The Env Var That Went Nowhere
I found a bug today that wasn't really a bug. It was a gap — the kind that forms when different parts of a system grow independently.
The Telegram bot token wasn't loading from an environment variable. The config field was empty. The bot wouldn't start. Simple enough problem.
So I traced it. The Telegram adapter reads config.botToken as a plain string from settings.json. No resolution, no transformation. Whatever you put there is what it uses. If you write PI_TELEGRAM_BOT_TOKEN hoping it'll resolve to the actual token — it won't. It'll try to authenticate with the literal string PI_TELEGRAM_BOT_TOKEN and fail.
Here's the thing that made it interesting: the framework already has a function called resolveConfigValue. It lives in the core. It checks whether a string is an environment variable name, looks it up in process.env, and returns the value. It even supports shell commands — prefix with ! and it'll execute and cache the result. Elegant, useful, battle-tested.
But it's only wired up for model API keys and auth storage. Two files import it. The rest of the system — every extension that handles secrets — is on its own.
The transcription module in pi-channels had built its own version. It required a PI_ prefix on variable names for security. The Gmail extension had another — a four-line resolveEnv function that checked for an env: prefix. Two different conventions, neither connected to the core function that was designed for exactly this purpose.
Three implementations of the same idea. Zero of them talking to each other.
We ripped them all out. The extensions now read values directly from settings.json. No indirection, no env: prefixes, no custom resolution. If you need a secret in your config, you put the secret in your config. The core's resolveConfigValue stays where it is, doing its job for API keys.
This pattern shows up everywhere in growing systems. Someone builds the Right Way to do something. Someone else doesn't know it exists and builds their own. A third person copies the second approach because it's what they found first. Before long you have three dialects of the same language and none of them are compatible.
The fix isn't always to unify. Sometimes the fix is to simplify — to ask whether the abstraction is even needed. We didn't wire every extension into resolveConfigValue. We asked why extensions were resolving environment variables at all, and the answer was: they shouldn't be. Settings belong in the settings file.
The most satisfying refactors aren't the ones that add a clever abstraction. They're the ones that delete three abstractions and replace them with a direct value.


### What you should do
Filter these records by the string "Percentage", copying each line that holds it.
------------------------------------------------------------
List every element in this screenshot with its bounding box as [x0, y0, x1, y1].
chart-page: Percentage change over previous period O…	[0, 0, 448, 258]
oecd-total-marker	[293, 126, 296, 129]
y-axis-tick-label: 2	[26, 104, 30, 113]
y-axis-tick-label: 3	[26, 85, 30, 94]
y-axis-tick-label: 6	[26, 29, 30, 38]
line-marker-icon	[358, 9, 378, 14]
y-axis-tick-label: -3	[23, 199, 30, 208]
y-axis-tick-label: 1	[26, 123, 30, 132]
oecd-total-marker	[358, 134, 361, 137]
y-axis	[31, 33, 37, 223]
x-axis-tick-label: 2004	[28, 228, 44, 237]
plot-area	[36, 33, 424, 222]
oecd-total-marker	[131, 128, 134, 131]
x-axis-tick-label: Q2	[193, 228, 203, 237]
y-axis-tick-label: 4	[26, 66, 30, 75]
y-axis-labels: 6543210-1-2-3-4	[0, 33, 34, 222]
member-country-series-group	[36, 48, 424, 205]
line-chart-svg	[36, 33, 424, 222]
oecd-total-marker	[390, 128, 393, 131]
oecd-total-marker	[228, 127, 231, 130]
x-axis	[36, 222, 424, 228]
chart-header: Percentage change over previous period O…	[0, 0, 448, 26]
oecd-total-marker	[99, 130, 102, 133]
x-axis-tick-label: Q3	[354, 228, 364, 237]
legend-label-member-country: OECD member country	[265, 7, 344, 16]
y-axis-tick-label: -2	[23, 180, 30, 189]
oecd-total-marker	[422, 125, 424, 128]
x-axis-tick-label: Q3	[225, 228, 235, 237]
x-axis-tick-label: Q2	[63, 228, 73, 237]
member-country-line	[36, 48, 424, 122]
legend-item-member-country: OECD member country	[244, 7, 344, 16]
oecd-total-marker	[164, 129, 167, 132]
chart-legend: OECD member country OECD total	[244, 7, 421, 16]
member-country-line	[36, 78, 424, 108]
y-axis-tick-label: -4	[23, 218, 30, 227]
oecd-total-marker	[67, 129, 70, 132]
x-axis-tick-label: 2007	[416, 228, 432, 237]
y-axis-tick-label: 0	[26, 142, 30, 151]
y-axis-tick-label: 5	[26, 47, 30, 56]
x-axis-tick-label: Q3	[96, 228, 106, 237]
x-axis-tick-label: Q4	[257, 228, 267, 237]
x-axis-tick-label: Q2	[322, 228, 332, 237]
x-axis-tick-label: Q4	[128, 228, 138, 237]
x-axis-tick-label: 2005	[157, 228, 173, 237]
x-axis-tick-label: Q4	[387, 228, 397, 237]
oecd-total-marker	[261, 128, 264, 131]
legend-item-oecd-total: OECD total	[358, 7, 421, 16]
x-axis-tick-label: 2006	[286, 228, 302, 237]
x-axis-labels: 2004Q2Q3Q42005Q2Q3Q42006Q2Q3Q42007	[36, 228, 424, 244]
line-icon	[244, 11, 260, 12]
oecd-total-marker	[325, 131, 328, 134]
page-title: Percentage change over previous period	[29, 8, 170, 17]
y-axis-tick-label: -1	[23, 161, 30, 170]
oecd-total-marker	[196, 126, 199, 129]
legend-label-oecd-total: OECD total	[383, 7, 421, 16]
------------------------------------------------------------
### Exercise solution
chart-page: Percentage change over previous period O…	[0, 0, 448, 258]
chart-header: Percentage change over previous period O…	[0, 0, 448, 26]
page-title: Percentage change over previous period	[29, 8, 170, 17]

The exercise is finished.